The genre makes it likely that this would not be a favorite.  The stop-motion animation, however, makes it a joy to watch throughout. Ray Harryhausen reached the top of his game with this one.  It is just mind-blowing the amount of skill that went into making an entire army of individual skeletons move so realistically.  Recommended to fans of this kind of thing.

Trailer

Clip (The version on Amazon Instant has been restored to pristine condition, making the effects that much more impressive.)

Shock Corridor (1963)

Shock Corridor
Directed by Samuel Fuller
Written by Samuel Fuller
1963/USA
Allied Artists Pictures/Leon Fromkess-Sam Firks Productions/F&F Productions
Repeat viewing/Netflix rental
One of 1001 Movies You Must See Before You Die

[box] Pagliacci: Life is a messy weapon.[/box]

Courage and talent mix with an outsider’s view of reality to make a truly weird and wonderful experience of life in a mad house.

Investigative reporter Johnny Barrett (Peter Breck) wants nothing, not even stripper girlfriend Cathy (Constance Powers), more than the Pulitzer Prize.  Oddly, he decides the best way of getting it is having himself admitted to an insane asylum where he hopes to solve a patient’s murder.  He studies for a year to impersonate a man with an insatiable yen for his sister, to be played by Cathy.  Cathy gets very cold feet as the time for admission approaches but Johnny coerces her into keeping her promise to play along.
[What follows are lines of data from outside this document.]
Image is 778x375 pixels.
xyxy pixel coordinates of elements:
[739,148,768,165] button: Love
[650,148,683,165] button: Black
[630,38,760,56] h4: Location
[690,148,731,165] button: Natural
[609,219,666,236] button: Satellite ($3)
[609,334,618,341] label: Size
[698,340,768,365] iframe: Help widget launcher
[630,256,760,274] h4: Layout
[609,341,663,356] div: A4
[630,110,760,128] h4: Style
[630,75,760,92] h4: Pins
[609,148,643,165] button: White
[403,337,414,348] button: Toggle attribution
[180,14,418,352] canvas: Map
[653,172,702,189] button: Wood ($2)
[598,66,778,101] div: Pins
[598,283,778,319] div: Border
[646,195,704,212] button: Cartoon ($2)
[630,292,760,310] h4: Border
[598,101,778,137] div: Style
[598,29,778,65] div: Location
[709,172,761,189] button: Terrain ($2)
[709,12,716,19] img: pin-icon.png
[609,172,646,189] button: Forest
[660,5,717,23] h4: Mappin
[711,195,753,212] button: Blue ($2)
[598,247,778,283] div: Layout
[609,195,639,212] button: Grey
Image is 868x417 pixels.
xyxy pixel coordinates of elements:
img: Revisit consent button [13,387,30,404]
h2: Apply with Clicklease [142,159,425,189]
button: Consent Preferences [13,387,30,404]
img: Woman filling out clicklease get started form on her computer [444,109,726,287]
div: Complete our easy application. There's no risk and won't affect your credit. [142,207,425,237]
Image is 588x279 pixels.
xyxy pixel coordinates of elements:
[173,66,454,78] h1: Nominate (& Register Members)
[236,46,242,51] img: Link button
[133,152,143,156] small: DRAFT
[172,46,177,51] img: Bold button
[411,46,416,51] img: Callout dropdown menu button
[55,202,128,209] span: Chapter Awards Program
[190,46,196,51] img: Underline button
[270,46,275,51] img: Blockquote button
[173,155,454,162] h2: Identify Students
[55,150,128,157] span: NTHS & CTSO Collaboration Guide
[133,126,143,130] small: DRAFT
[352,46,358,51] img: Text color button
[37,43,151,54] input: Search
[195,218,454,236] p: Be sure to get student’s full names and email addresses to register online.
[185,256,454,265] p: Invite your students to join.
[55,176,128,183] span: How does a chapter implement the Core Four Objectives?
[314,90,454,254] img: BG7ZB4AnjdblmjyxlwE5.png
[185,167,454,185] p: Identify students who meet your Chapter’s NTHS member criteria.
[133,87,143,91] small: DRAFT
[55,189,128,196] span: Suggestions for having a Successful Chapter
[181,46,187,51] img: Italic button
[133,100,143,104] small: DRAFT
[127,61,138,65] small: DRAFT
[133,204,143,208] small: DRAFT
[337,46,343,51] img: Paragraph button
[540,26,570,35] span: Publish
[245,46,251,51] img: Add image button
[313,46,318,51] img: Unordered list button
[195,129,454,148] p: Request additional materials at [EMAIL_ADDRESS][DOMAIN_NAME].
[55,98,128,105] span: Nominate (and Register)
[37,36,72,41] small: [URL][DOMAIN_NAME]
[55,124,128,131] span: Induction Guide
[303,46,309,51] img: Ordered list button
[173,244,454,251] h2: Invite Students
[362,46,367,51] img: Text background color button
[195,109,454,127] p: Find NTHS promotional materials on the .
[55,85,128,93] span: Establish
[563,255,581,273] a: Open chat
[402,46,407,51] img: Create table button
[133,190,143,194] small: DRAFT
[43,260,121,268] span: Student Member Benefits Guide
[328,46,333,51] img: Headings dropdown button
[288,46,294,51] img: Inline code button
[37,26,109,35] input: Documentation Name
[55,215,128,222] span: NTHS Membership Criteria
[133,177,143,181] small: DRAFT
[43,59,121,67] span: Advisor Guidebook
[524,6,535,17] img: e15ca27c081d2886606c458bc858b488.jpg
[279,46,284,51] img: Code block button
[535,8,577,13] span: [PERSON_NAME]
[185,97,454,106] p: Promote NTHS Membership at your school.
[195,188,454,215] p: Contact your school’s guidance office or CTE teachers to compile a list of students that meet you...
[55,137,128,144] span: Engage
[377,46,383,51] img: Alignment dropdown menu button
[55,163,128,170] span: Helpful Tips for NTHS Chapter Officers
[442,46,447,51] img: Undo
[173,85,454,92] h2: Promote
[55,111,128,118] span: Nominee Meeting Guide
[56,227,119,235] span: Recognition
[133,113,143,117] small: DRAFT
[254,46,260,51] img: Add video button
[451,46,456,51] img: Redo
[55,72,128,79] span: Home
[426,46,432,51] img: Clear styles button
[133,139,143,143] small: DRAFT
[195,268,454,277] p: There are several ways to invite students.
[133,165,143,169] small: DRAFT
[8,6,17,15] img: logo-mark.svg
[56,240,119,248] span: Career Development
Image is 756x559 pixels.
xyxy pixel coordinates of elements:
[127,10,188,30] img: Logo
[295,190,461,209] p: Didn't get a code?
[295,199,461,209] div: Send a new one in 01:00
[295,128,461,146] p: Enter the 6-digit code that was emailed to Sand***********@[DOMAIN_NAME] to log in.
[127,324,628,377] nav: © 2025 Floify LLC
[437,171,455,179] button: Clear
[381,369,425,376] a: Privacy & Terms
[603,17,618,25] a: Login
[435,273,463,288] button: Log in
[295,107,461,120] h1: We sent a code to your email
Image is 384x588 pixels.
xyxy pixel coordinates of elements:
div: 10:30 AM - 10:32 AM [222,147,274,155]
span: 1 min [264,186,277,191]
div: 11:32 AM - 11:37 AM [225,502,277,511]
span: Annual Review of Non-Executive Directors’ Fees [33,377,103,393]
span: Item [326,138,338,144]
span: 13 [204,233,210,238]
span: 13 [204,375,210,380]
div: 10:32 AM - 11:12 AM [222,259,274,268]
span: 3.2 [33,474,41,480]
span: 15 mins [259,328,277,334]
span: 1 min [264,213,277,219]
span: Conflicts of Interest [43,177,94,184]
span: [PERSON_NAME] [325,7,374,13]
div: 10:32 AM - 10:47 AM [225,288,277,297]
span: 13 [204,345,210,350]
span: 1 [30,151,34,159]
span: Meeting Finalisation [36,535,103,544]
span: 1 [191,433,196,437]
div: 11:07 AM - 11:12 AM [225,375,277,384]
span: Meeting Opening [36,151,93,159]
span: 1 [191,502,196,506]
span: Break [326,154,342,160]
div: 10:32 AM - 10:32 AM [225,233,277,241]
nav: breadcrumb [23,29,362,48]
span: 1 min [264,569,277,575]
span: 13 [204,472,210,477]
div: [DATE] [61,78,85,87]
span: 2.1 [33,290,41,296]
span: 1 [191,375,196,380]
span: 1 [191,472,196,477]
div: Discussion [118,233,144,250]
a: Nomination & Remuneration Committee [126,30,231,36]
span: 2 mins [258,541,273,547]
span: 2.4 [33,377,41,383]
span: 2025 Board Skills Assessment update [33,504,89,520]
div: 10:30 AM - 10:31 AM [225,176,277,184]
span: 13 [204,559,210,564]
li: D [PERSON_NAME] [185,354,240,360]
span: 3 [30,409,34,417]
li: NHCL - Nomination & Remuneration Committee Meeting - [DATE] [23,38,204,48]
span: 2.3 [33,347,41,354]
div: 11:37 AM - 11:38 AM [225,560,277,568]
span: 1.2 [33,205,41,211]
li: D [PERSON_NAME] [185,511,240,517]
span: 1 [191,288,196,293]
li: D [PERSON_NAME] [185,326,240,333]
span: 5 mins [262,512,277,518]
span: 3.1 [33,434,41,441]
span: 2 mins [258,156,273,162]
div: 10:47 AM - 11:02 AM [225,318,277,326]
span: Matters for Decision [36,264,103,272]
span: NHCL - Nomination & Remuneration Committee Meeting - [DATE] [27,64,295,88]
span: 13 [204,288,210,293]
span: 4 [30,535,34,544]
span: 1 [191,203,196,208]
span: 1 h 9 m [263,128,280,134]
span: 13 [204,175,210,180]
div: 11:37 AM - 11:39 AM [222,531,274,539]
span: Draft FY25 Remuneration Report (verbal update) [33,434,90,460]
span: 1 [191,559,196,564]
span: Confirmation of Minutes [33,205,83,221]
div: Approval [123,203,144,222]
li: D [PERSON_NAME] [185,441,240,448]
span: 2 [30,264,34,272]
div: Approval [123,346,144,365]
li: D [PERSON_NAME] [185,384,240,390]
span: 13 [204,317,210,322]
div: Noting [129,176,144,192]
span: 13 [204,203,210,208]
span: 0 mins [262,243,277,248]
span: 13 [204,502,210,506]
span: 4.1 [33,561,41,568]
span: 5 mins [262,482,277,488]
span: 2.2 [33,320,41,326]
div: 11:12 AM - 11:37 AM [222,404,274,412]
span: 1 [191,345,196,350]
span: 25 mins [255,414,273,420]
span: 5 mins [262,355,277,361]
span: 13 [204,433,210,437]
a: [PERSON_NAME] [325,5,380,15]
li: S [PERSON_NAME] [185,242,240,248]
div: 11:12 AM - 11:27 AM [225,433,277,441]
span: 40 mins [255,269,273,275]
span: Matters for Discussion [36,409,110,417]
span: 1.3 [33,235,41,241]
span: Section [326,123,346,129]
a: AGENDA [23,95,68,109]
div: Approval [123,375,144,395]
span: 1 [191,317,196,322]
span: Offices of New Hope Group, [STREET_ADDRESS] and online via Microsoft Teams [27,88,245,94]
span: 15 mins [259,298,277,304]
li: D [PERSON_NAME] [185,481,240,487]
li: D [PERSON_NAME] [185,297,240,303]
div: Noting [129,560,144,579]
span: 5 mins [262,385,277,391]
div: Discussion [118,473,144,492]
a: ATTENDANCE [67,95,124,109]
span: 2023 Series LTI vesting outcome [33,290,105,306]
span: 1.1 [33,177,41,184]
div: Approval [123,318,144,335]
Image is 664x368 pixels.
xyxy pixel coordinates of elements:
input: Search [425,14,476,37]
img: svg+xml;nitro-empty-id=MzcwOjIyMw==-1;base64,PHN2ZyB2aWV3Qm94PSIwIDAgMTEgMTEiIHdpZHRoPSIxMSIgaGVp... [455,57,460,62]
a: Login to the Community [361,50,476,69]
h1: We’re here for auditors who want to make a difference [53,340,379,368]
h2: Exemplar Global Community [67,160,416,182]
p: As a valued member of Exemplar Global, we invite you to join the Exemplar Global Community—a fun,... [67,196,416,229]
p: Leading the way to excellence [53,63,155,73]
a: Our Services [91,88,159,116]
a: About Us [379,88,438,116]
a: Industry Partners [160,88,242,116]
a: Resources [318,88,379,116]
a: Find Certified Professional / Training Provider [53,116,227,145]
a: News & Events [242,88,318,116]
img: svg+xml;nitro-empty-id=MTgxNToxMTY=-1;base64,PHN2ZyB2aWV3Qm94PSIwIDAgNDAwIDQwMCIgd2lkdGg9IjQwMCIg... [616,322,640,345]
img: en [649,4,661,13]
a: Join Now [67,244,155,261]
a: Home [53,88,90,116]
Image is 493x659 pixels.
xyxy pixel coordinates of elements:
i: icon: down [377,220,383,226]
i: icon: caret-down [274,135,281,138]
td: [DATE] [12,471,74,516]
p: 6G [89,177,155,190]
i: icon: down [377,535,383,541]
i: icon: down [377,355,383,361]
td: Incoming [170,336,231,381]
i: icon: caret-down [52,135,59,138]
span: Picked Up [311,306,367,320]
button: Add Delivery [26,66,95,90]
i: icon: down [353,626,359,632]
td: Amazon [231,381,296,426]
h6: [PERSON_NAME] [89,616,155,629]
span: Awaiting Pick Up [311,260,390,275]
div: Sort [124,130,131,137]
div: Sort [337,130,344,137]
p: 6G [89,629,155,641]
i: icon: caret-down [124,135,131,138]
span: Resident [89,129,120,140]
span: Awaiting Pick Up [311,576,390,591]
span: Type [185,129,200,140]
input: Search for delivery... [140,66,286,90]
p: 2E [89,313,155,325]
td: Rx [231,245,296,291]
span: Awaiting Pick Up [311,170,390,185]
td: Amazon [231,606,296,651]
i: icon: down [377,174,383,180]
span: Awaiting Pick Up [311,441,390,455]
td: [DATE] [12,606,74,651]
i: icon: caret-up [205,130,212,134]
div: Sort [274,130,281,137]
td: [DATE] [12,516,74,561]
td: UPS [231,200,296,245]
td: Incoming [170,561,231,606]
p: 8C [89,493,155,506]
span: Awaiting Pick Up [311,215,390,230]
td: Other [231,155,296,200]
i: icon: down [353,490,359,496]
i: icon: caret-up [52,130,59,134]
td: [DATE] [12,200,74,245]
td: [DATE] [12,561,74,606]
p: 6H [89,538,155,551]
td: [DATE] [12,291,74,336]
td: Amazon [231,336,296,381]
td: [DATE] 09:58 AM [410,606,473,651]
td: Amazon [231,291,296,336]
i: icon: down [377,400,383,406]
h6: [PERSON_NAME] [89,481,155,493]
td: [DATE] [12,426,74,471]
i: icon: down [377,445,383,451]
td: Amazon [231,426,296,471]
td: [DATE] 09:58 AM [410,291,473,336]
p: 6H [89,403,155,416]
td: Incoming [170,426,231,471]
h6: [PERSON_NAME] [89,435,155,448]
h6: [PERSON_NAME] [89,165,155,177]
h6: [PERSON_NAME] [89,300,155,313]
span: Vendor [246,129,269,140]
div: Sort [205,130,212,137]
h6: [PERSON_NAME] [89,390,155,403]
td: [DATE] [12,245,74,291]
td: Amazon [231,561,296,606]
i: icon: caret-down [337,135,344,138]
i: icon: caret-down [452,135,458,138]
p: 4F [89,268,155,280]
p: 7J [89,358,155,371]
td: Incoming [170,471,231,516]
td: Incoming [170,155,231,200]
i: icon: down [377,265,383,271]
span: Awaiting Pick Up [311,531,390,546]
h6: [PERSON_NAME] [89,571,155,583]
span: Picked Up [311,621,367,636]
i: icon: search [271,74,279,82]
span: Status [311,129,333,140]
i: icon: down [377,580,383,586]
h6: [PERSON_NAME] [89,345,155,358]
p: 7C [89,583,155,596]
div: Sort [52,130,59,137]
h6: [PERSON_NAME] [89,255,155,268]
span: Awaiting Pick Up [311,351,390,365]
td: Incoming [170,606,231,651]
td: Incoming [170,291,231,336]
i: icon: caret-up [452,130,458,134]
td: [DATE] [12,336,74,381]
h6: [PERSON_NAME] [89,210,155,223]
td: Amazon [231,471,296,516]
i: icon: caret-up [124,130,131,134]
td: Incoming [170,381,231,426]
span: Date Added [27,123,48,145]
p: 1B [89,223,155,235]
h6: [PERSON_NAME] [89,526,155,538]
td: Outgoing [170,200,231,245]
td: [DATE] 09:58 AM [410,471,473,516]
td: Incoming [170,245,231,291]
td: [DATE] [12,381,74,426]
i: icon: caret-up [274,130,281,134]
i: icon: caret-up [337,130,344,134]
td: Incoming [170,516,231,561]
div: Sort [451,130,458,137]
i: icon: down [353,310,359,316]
Johnny starts out well by getting clues from a number of the inmates.  These all suffer delusions.  One thinks he is an opera singer.  A man who turned traitor in the Korean war thinks he is a Confederate general.  A nuclear scientist’s guilt causes him to retreat into childhood.  Perhaps the most striking case is that of a black student who integrated a white university and now masquerades as a white supremacist.  Time in the institution takes it’s toll on Johnny’s own sanity.  His experiences in the “nympho ward” and with electric shock therapy do not help.

This movie is great!  It’s as if somebody like Ed Wood actually had talent and a budget. Fuller gave full vent to his most lurid impulses and it all works surprisingly well.  My favorite bit might be Cathy’s strip-tease.  The camera opens on her face which is totally wrapped in a feather boa making her appear a bit like Big Bird singing a torch song.  And the dance just gets odder and odder.  Stanley Cortez’s (The Magnificent Ambersons) cinematography gives the film stunning lights and shadows.  Recommended.